Saturday, November 23, 2024
BangaloreKarnataka

BJP makes Karnataka turf for scandals and self-goals

The Bharatiya Janata Party (BJP) seems to be turning Karnataka from its ‘gateway to the south’ into its playground for scandals and self-goals. As of now scams outnumber self-goals but both appear to impact the party with the same intensity.

As the outrage over three ministers being involved in sleazegate continued, came the shocker that the party tried to pressure a senior advocate to give up prosecuting Tamil Nadu Chief Minister J. Jayalalithaa in a corruption case.

The denials and explanations that have come following the revelation by 78-year-old veteran advocate B.V. Acharya only go to prove that the BJP is prone to tying itself in knots.

Acharya quit Wednesday as advocate general, citing “tremendous pressure” from the state government and some BJP leaders to quit as special public prosecutor (SPP) in the case against Jayalalithaa.

He did not identify the BJP leaders but chose to hit back at them by preferring to remain the SPP rather than advocate general.

Acharya has been SPP since 2004 after the case against Jayalalithaa was transferred to a Bangalore court from Chennai by the Supreme Court to ensure fair trial.

He has also held the post of advocate general simultaneously in 2007-08.

The BJP government headed by Chief Minister D. V. Sadananda Gowda was aware that he is the SPP in the Jayalalithaa case when it sought his services as advocate general in August last year.

Now Gowda says that Acharya was told to choose between the AG’s post and SPP’s post because a petition has been filed in the high court challenging his holding two positions.

Gowda denies telling Acharya to give up the SPP post.

The honourable course for Gowda and the BJP would have been to wait for the high court to give its verdict on the petition instead of appointing itself as an arbitrator in the case to impose a ‘this or that’ diktat on Acharya.

Acharya insists there is no bar on him being the AG and SSP at the same time. He should know his law as he has been AG for several times and is now a member of the Law Commission!

This is a clear case of acting in haste to later spend a lot of time unconvincingly defending what was easily an unwarranted step.

The action has only led to speculation that the BJP has begun hunting for allies for the Lok Sabha elections, due in early 2014, and possibly making Acharya quit as SPP was one way of moving closer to Jayalalithaa.

Such a theory might be far-fetched as it is not clear how Jayalalithaa will benefit if Acharya is no longer the SPP.

But with the BJP in Karnataka mired in scandals ranging from rape to porn viewing, public perception will surely be ‘daal mei kuch kaala hain’ (things are not what they seem to be), as the popular Hindi saying goes.

The AG row shows that from being a party with a difference the BJP has become a party that cannot differentiate between self-goal and self-interest.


Work item
Each record should be copied exactly, and none of them omitted.

Supplied information
+===+
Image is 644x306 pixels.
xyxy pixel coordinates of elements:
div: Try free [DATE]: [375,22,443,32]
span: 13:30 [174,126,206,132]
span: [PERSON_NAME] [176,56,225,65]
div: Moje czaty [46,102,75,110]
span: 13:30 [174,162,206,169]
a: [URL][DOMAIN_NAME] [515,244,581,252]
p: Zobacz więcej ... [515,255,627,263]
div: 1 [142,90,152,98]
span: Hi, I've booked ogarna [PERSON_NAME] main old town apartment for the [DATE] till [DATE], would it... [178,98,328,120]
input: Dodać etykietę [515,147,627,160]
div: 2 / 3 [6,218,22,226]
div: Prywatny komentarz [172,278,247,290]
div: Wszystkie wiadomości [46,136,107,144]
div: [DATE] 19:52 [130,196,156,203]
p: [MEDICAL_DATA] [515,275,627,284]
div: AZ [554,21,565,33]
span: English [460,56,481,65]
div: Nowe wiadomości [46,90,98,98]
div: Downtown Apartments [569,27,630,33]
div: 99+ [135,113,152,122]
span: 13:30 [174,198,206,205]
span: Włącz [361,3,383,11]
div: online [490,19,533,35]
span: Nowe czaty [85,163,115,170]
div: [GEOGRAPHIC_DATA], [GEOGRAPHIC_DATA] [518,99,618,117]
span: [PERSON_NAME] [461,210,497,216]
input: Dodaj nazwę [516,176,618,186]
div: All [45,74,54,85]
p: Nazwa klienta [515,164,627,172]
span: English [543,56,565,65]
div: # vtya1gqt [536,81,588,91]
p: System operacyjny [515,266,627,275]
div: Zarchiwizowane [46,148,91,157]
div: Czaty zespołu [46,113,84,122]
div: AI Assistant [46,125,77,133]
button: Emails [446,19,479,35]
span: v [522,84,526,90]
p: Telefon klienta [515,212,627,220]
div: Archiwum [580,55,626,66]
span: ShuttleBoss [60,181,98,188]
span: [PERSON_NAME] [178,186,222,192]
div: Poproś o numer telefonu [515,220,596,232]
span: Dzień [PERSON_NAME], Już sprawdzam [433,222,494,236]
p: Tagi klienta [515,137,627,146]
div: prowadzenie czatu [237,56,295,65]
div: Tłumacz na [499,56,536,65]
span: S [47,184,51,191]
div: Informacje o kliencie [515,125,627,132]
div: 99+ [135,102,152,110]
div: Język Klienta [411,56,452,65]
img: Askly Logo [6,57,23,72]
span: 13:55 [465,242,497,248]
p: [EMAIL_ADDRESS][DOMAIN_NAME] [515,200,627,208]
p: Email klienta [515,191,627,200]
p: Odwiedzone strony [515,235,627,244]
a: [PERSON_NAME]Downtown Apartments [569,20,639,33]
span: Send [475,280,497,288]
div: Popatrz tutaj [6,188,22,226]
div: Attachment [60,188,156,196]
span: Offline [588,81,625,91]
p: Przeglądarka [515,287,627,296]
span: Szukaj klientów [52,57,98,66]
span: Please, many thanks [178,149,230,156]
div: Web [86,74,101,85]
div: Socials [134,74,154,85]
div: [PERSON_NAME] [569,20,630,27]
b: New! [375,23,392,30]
+===+
Answer space
Image is 644x306 pixels.
xyxy pixel coordinates of elements:
div: Try free [DATE]: [375,22,443,32]
span: 13:30 [174,126,206,132]
span: [PERSON_NAME] [176,56,225,65]
div: Moje czaty [46,102,75,110]
span: 13:30 [174,162,206,169]
a: [URL][DOMAIN_NAME] [515,244,581,252]
p: Zobacz więcej ... [515,255,627,263]
div: 1 [142,90,152,98]
span: Hi, I've booked ogarna [PERSON_NAME] main old town apartment for the [DATE] till [DATE], would it... [178,98,328,120]
input: Dodać etykietę [515,147,627,160]
div: 2 / 3 [6,218,22,226]
div: Prywatny komentarz [172,278,247,290]
div: Wszystkie wiadomości [46,136,107,144]
div: [DATE] 19:52 [130,196,156,203]
p: [MEDICAL_DATA] [515,275,627,284]
div: AZ [554,21,565,33]
span: English [460,56,481,65]
div: Nowe wiadomości [46,90,98,98]
div: Downtown Apartments [569,27,630,33]
div: 99+ [135,113,152,122]
span: 13:30 [174,198,206,205]
span: Włącz [361,3,383,11]
div: online [490,19,533,35]
span: Nowe czaty [85,163,115,170]
div: [GEOGRAPHIC_DATA], [GEOGRAPHIC_DATA] [518,99,618,117]
span: [PERSON_NAME] [461,210,497,216]
input: Dodaj nazwę [516,176,618,186]
div: All [45,74,54,85]
p: Nazwa klienta [515,164,627,172]
span: English [543,56,565,65]
div: # vtya1gqt [536,81,588,91]
p: System operacyjny [515,266,627,275]
div: Zarchiwizowane [46,148,91,157]
div: Czaty zespołu [46,113,84,122]
div: AI Assistant [46,125,77,133]
button: Emails [446,19,479,35]
span: v [522,84,526,90]
p: Telefon klienta [515,212,627,220]
div: Archiwum [580,55,626,66]
span: ShuttleBoss [60,181,98,188]
span: [PERSON_NAME] [178,186,222,192]
div: Poproś o numer telefonu [515,220,596,232]
span: Dzień [PERSON_NAME], Już sprawdzam [433,222,494,236]
p: Tagi klienta [515,137,627,146]
div: prowadzenie czatu [237,56,295,65]
div: Tłumacz na [499,56,536,65]
span: S [47,184,51,191]
div: Informacje o kliencie [515,125,627,132]
div: 99+ [135,102,152,110]
div: Język Klienta [411,56,452,65]
img: Askly Logo [6,57,23,72]
span: 13:55 [465,242,497,248]
p: [EMAIL_ADDRESS][DOMAIN_NAME] [515,200,627,208]
p: Email klienta [515,191,627,200]
p: Odwiedzone strony [515,235,627,244]
a: [PERSON_NAME]Downtown Apartments [569,20,639,33]
span: Send [475,280,497,288]
div: Popatrz tutaj [6,188,22,226]
div: Attachment [60,188,156,196]
span: Offline [588,81,625,91]
p: Przeglądarka [515,287,627,296]
span: Szukaj klientów [52,57,98,66]
span: Please, many thanks [178,149,230,156]
div: Web [86,74,101,85]
div: Socials [134,74,154,85]
div: [PERSON_NAME] [569,20,630,27]
b: New! [375,23,392,30]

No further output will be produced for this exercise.